The strange little man’s indifference to the notion of tormenting a child to prove a point drives me wild. Especially because that tormented baby was my own husband. It’s all I can do not to leap out of my chair and slap the complacent expression off his homely face. “I was wrong about you people,” I say, practically spitting out the words. “You’re not just greedy and selfish, you’re unspeakably cruel! This great man you so admire. You know what he did? When a homesick boy wrote home from boarding school, saying that he loved and missed his parents, his father cut him off. Told him love was weakness, and that he was not to contact his mother again until he’d grown up.”

“Granted, that may have seemed cruel at the time.

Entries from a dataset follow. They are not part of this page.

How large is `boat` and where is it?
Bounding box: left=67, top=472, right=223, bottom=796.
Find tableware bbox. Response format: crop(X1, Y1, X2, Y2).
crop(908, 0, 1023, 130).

But in the long run-”

“In the long run, what?” I interrupt, almost shouting. “In the long run Jed’s mother died! He never saw her again. And his father never even bothered to let him know she was dying. That’s the man you admire. That’s the man you revere. A monster!”

Weems studies me, as if aware that he’s miscalculated. “You’re angry,” he observes. “It’s a natural enough reaction.”

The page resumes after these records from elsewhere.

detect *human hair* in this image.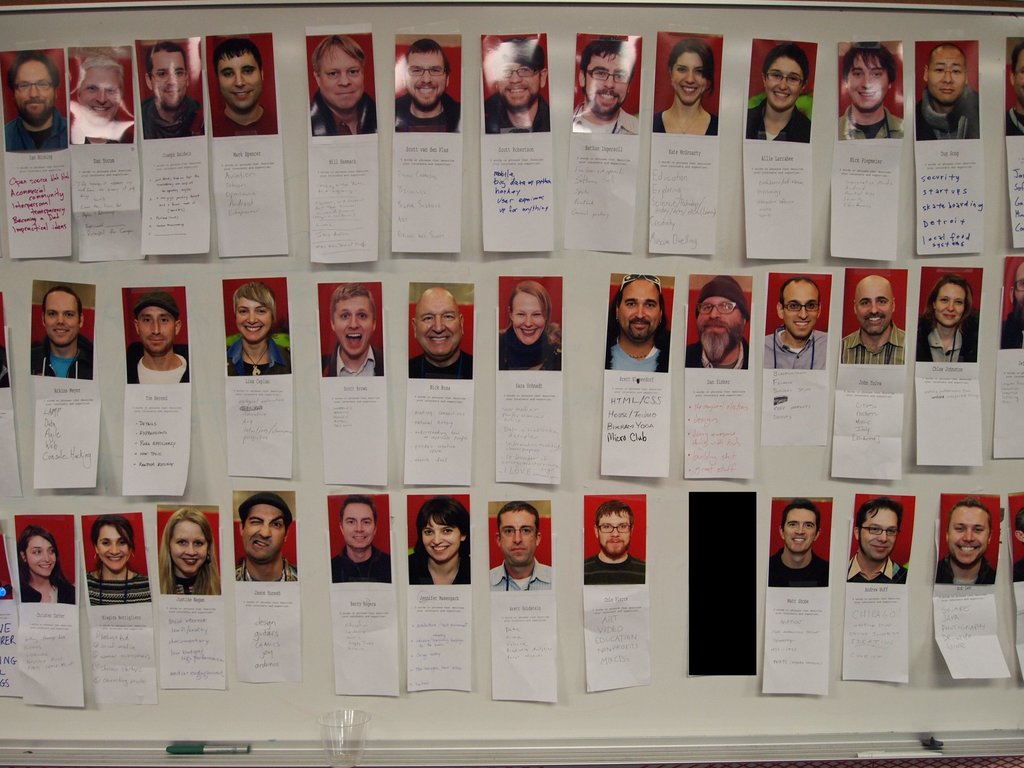
Detection: l=44, t=285, r=83, b=325.
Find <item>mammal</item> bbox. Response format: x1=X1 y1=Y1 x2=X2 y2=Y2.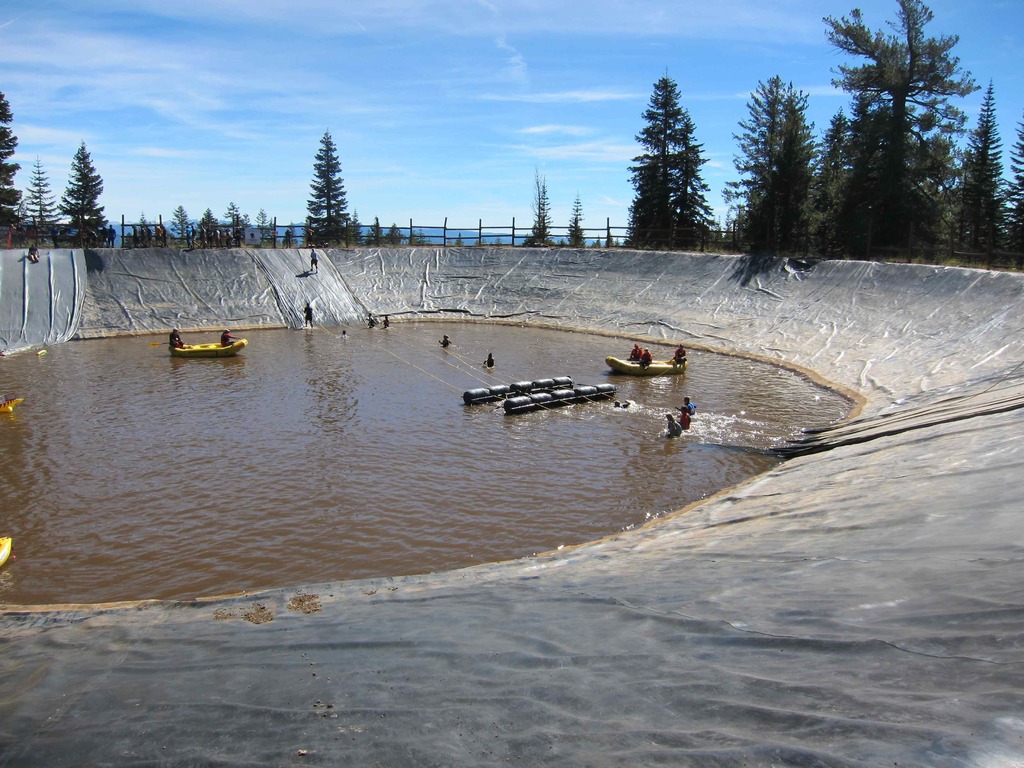
x1=188 y1=227 x2=191 y2=244.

“You think? Your people blow up a school, steal my son, kidnap me, all because years ago some cranky professor wrote a book on the importance of being selfish? And I dare to be angry?”

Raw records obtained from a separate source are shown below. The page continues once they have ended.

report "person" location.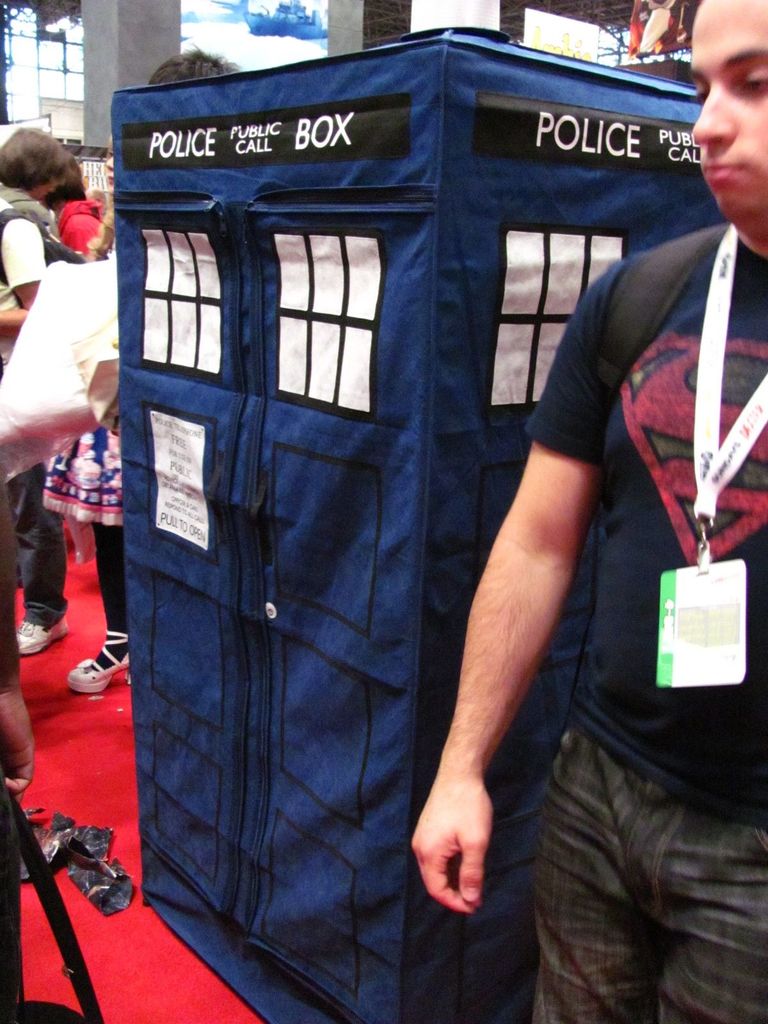
Report: region(59, 155, 108, 259).
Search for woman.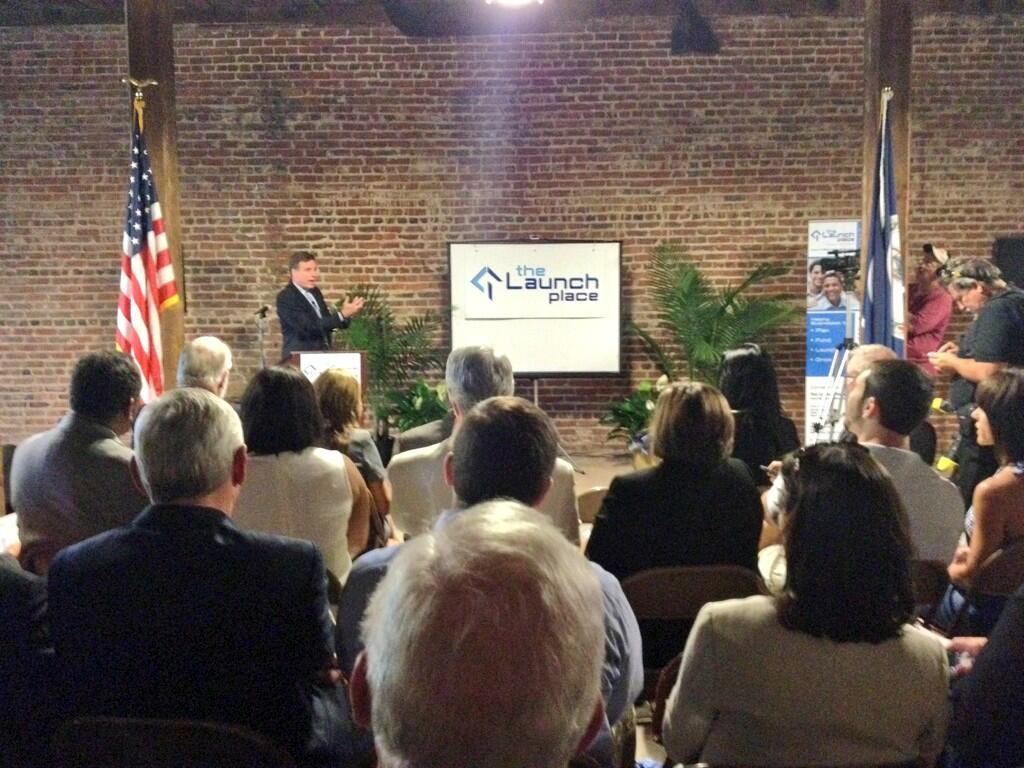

The little man regards me with great solemnity, exuding infinite patience. “No one dares to be angry, my dear,” he points out. “Anger originates in the atavistic part of the brain, not the cognitive. You can dare to risk everything, you can dare to be great, but you can’t dare to be angry or afraid. Anger and fear being linked, of course. Manifestations of the same instinct.”

I can’t stand it anymore. Leaping up, I grab the front of his shirt, yank him close, and scream into his startled face, “Give me back my baby! Give him back or I swear I’ll kill all of you!”

Then I’m flat on my back, the wind knocked out of me, held down by the Barlows, both of whom look sick with fear but nevertheless determined to protect their precious leader.

“Ruler Weems,” gasps Eldon as I squirm and struggle to get free. “Are you okay? What do we do? Tell us what to do.”

His voice is utterly calm. “Let her go.”

Instant obedience. My arms are released.

“If Mrs. Corbin wants to attack me, she is free to do so. I will not defend myself, and you will not interfere.”

Hands relaxed upon the arms of his chair, Weems awaits my reaction. I crawl to my feet, shooting venomous looks at my so-called hosts.

I’m shaking with adrenaline, so wobbly I can barely stand. “Do not speak to me of Jedediah,” I say, boring in on the strange little man. “My Jed was worth a thousand Arthur Conklins. He was good and true and loving. He was smart and funny and kind. His father tried to wreck him, but Jed couldn’t be wrecked. He had a heart of gold, and if his stupid plane hadn’t fallen out of the sky none of this would be happening. Jed would have known what to do. He always knew what to do.”

Then I’m sitting on my butt-how did that happen?-and bawling into my hands, crying for my dead husband, crying for my little boy, crying for me.

“Your husband’s plane didn’t fall out of the sky,” Weems says gently. “Not by accident. He was murdered.”

5. Gouda Like The Cheese

Shane considers himself lucky there were no Lincoln Town Cars available for rental at Denver International Airport. Indeed, his request for such a vehicle had prompted much rolling of eyes. “You’ll need the four-wheel drive,” they kept saying, and they were right; he does need the four-wheel drive. And if the Jeep Grand Cherokee feels bumpy and windblown compared to his precious Townie, it proves to be surefooted on the snow-slicked highway out of Denver.